Brian Hough
Big fan of all that tech nonsense, avid walker. 'Do what you like, like what you do.'

Follow on Mastodon

Lamenting the state of Apple's productivity apps

This bit by Dan Moren, for Macworld, got me thinking:

I think those apps are still needed, though. Not least of which because I don’t really see myself forking over $10 every month for an Office 365 subscription. For all of their shortcomings, I like Apple’s productivity apps, not only because they’re well designed, but because though they may not have every bell-and-whistle, they still let me get work done, whether it be writing, giving presentations, or tracking my finances.

And the nice thing is that it’s perfectly possible to get by these days without Microsoft Office. Just as the PC market has been shrinking, Microsoft’s stranglehold over the productivity space has been dwindling. Yes, Word/Excel/PowerPoint are still business’s lingua franca, but it’s not like it was twenty years ago. Some of that is other apps’ ability to read and export to those formats, but a big part has been played by the Internet, too. These days, it’s just as easy—and sometimes easier—to send a Google Doc link, a PDF, or even just paste plaintext into an email than it is to send a Word doc.

When I purchased the original MacBook Pro in 2006, I made sure I purchased the latest version of Apple’s iWork productivity suite along with it. As a student, it was important that I had access to reliable and easy to use applications to help me get that procrastinated essay out on the page. At the time, I felt that iWork had it all: the perfect mix of price, feature set, reliability, and interoperability with Microsoft Office users.

Here I am nearly a decade later, and if I had to make that decision today I know I wouldn’t buy iWork. While I find Microsoft’s latest Office offerings to be bloated and unreliable on Mac, I can’t say with a straight face that iWork is the overall better choice.
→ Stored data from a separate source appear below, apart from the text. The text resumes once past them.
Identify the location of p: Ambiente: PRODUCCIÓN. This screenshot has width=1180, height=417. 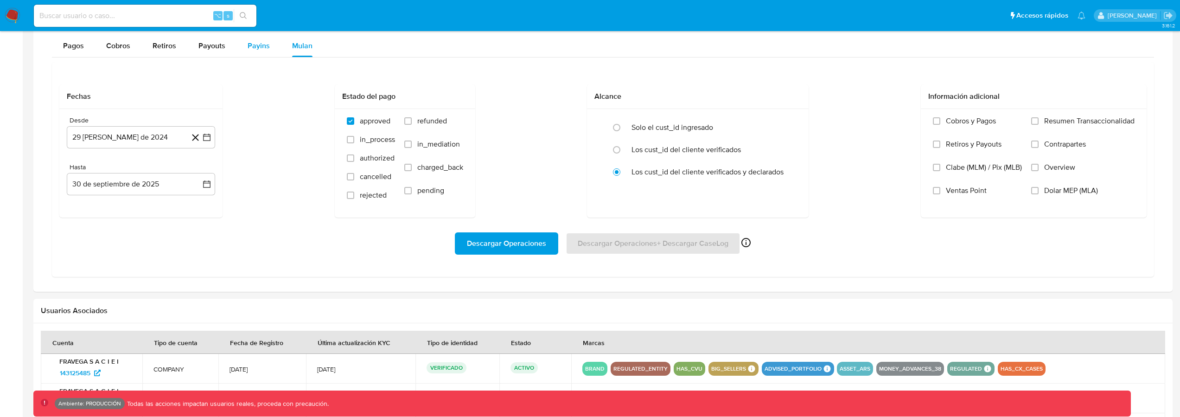
(89, 403).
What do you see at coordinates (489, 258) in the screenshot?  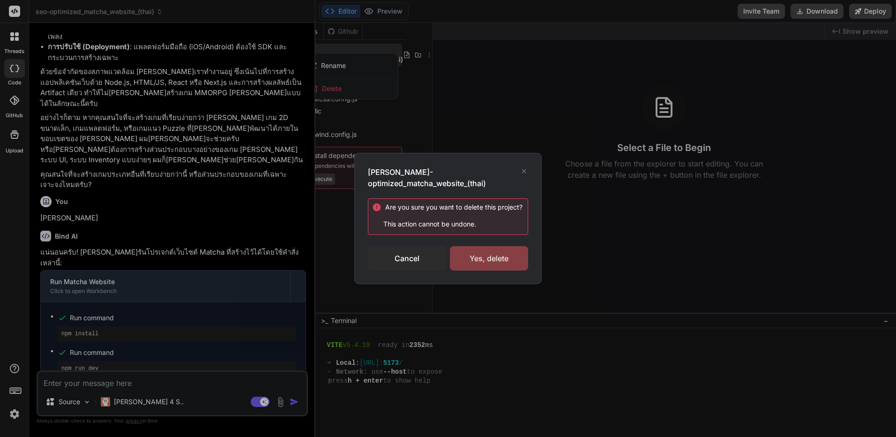 I see `div: Yes, delete` at bounding box center [489, 258].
Apple is shown next to no interest in offering worthwhile updates to any of their productivity apps, and what’s worse is that the current version of iWork isn’t just bad, it’s arguably worse than the version I purchased back in 2006. Apple rewrote the entire iWork for Mac suite in 2013 so as to make it play better with iWork for iOS, which has never been very good.

So Mac users have a choice. Use the neglected and largely forgotten about iWork suite, or pay an arm and a leg for Microsoft Office 365, which does receive updates and is incredibly powerful.
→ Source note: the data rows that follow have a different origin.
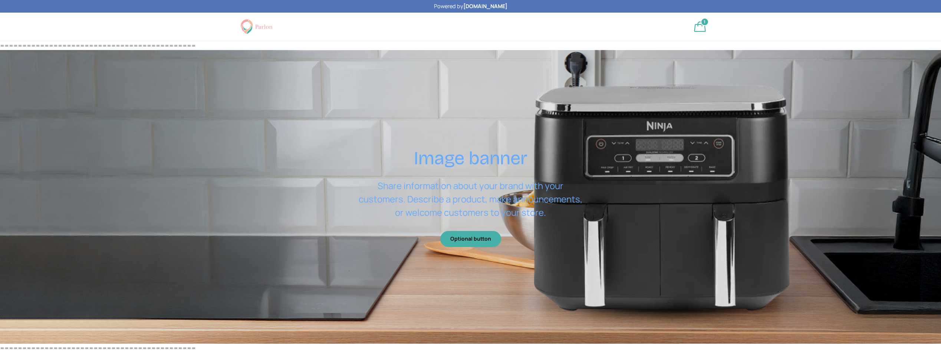 The image size is (941, 360). What do you see at coordinates (471, 6) in the screenshot?
I see `p: Powered by` at bounding box center [471, 6].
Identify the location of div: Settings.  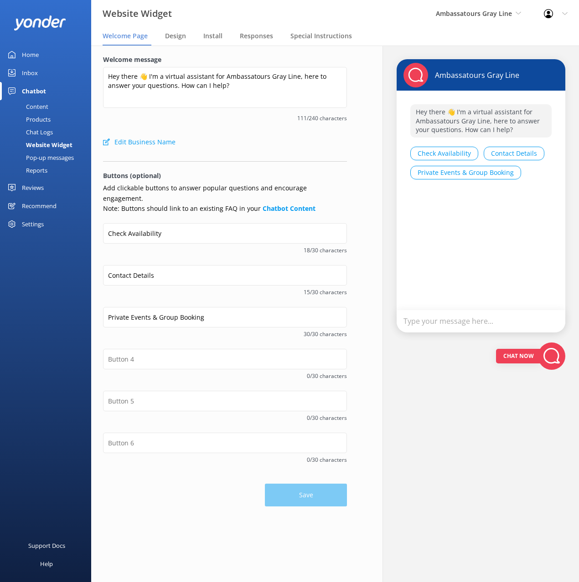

Of course, there’s always also Google Docs, which works just as well on the Mac as it does on any other platform. It’s got a limited feature set compared to the other two choices - you can’t install fonts, for example - but it can open and export Microsoft Office versions fine, supports best in class collaborative editing, offers 30 GB of free cloud storage, and is totally free of charge.

But then again, you have to deal with Google sharing ownership with you of anything you save in Google Drive. So long story short, there’s no good option anymore.

And man, I really wish Apple would care enough to give us just one good option.

(Update 10/7/15, Microsoft has just issued out a fix which supposedly fixes the issues El Capitan users were having with Office 2016. Given the severity of the issue and Microsoft’s swiftness in fixing it, I have removed that part of my original post.)